Reverse peristalsis, starting in the middle portion of the transverse colon and passing backward to the cecum, first noted by Prof. Cannon and now known to be constant in both man and animals, is normally confined to the colon; but in constipation, particularly in colitis, with spastic contraction of the descending colon, these reverse peristaltic movements are greatly exaggerated and, when the ileocecal valve is incompetent, these reverse movements push the contents of the cecum into the small intestine. Water, feces, toxins, waste matter--the whole foul collection--may be forced into the intestine and from here be absorbed and poison the body.

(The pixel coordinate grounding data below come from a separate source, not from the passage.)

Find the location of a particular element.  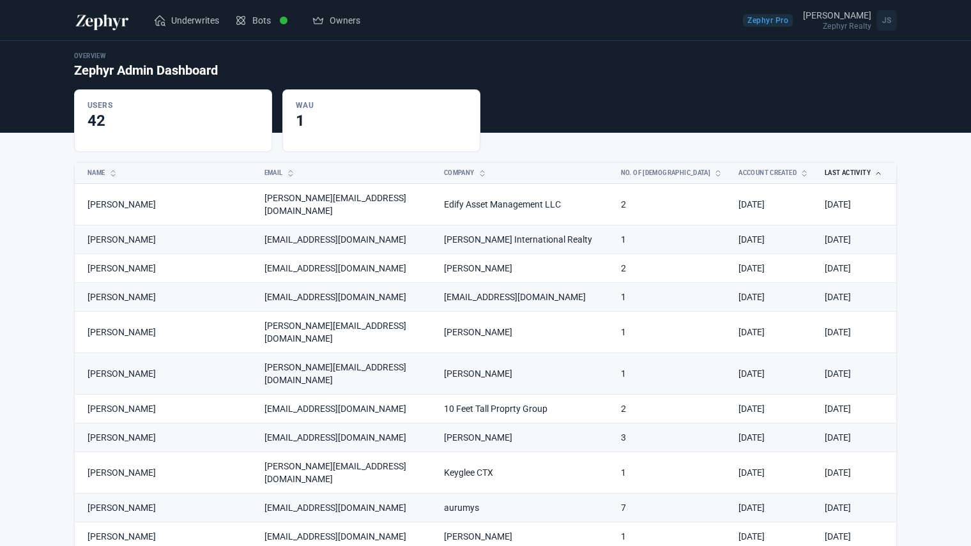

td: 7 is located at coordinates (672, 508).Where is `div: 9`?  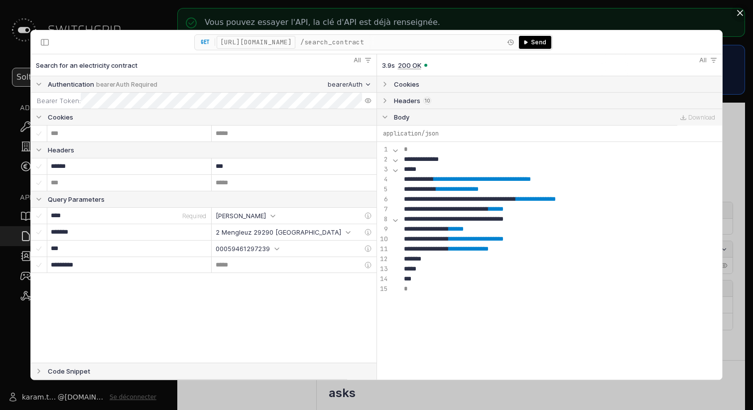 div: 9 is located at coordinates (384, 229). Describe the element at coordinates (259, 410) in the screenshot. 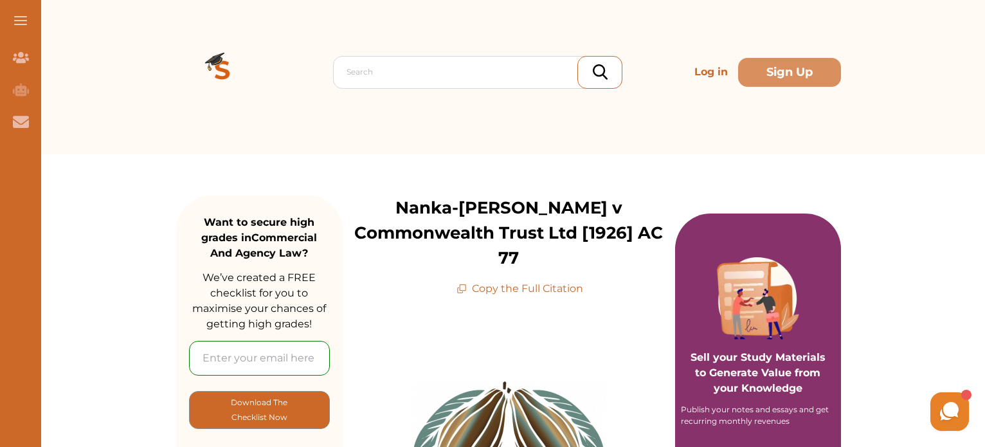

I see `p: Download The Checklist Now` at that location.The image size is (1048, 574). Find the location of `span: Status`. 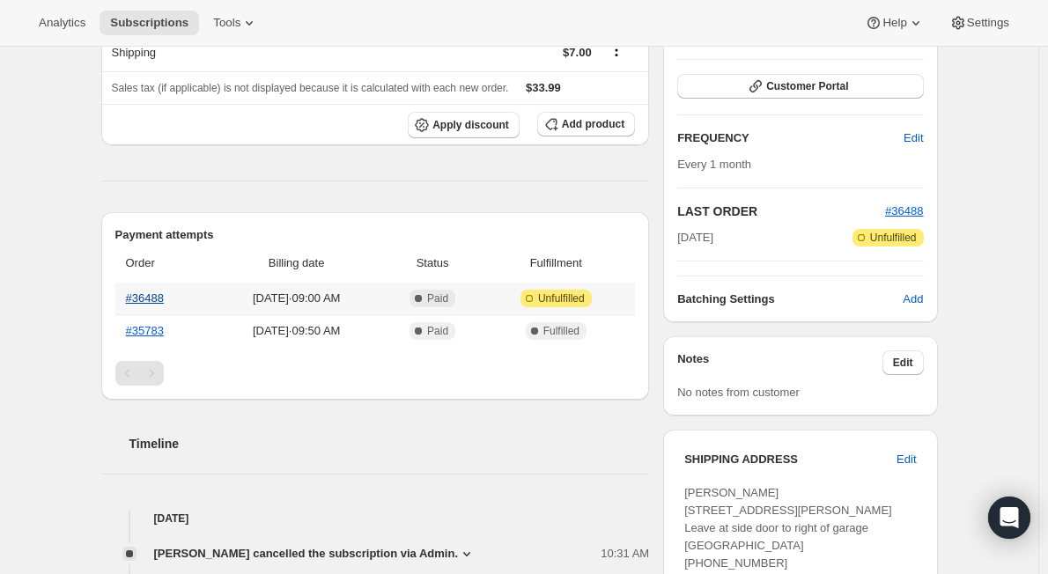

span: Status is located at coordinates (432, 263).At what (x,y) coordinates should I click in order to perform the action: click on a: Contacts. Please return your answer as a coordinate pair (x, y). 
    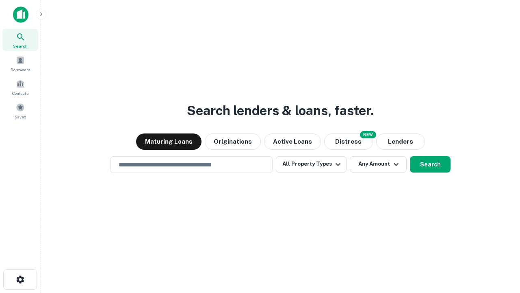
    Looking at the image, I should click on (20, 87).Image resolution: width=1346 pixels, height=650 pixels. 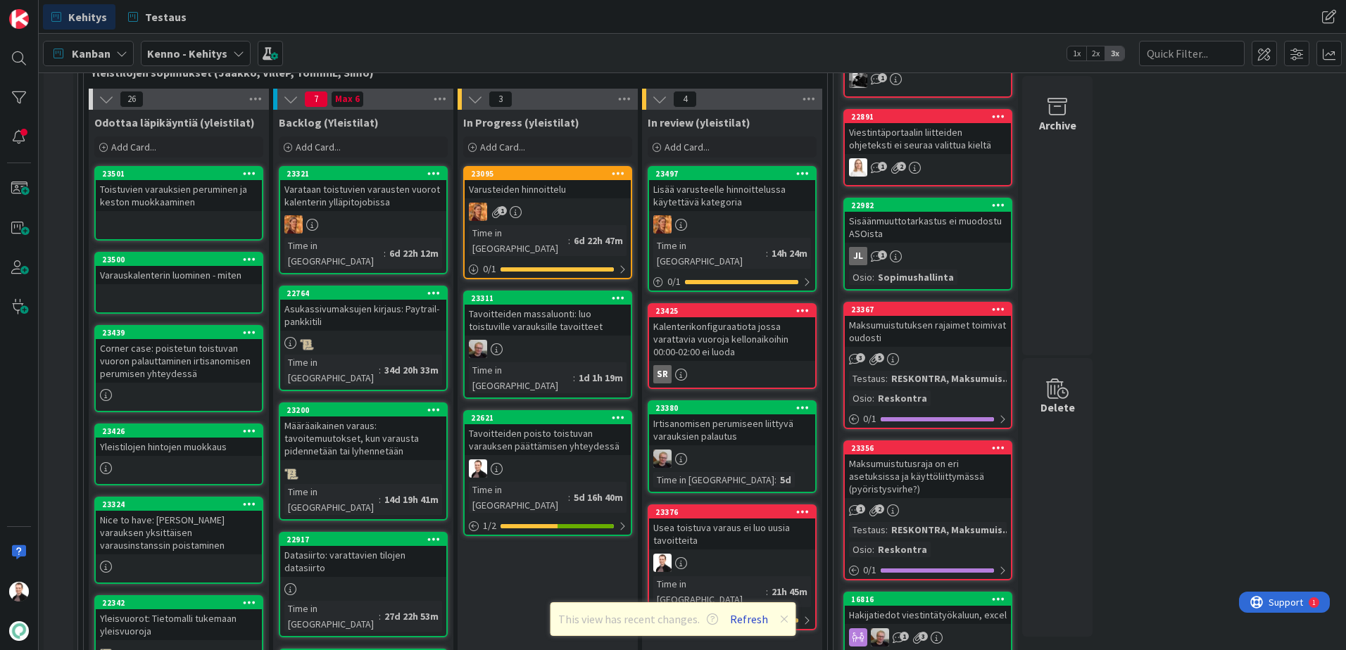 I want to click on div: Maksumuistutuksen rajaimet toimivat oudosti, so click(x=928, y=332).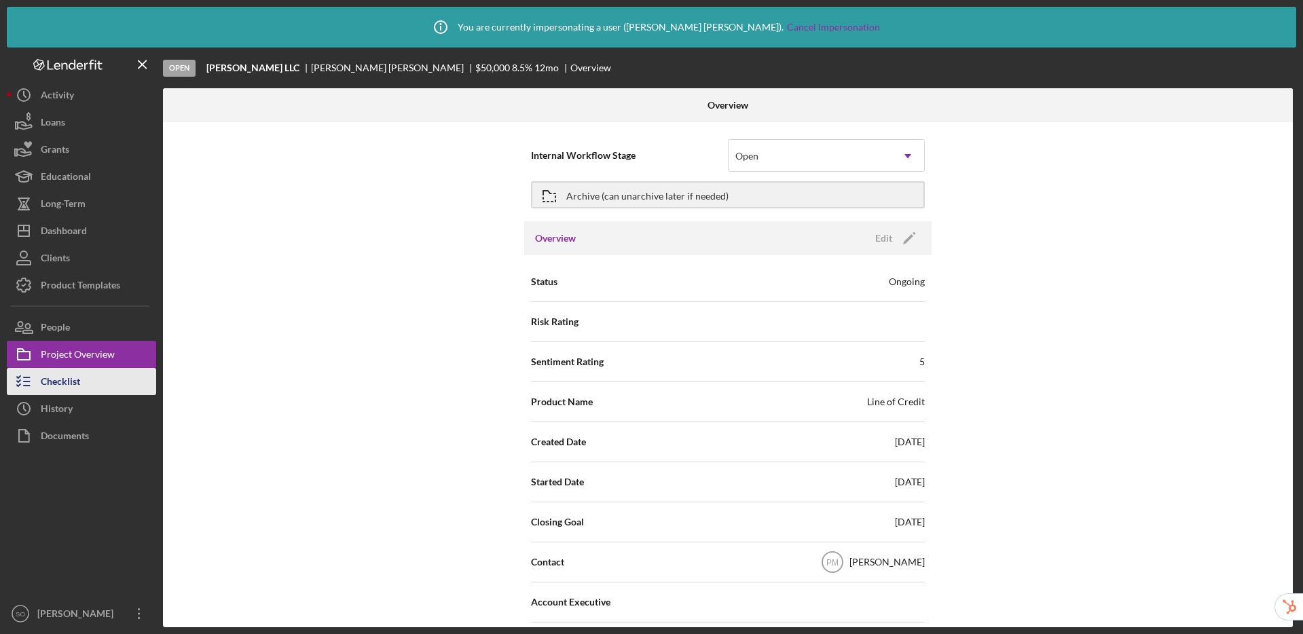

The daily enemas and the purges and laxatives employed by many during the fast, undoubtedly contribute to the nervous depletion against which they often warn us. The fast certainly does not. The claim is made that fasting patients recover more quickly from their ailments if they are given enemas than if their bowels are left to their own resources. This claim is not made by those who have thoroughly tested both methods. For five years I employed the enema in all fasting cases, giving from one to two and occasionally three enemas a day. For twenty-six years I have left the colon alone. If anything, patients who do not have the enema make the quickest recoveries and it is certain that their bowel function is a hundred per cent more efficient after the fast, if the colon has been permitted to attend to its own function in its own way.

Mr. Pearson, who thinks "enemas comprise 60 per cent of the treatment in fasting" and who, himself, took as many as three to four enemas a day during his own fasts, says: "The large quantity of water introduced into the bowels will cause a rapid infusion of the toxic poisons from the bowels to the surrounding tissues, thus inducing headaches" and that "it is advisable to use an antiseptic in the water to reduce these poisonous substances as far as possible." He says he "probably took two to four teaspoonfuls a day" of baking soda, "for about five years in enemas." With Pearson, as with Hazzard and Sinclair, the enema is a fetish. Dr. Hazzard, Mr. Pearson and others advise the use of two, or three and more enemas a day.

Fasting animals do not employ enemas nor anything that may be regarded as serving the same purpose. Fasting seals and salmon, hibernating bears and snakes, fasting sick and wounded animals, regardless of the length of their fasts, employ no measures to force bowel action. Since this thing has been tried out on the plane of instinct for unnumbered thousands of years, and has been approved by nature, we need have no fear of fasting without the employment of enemas.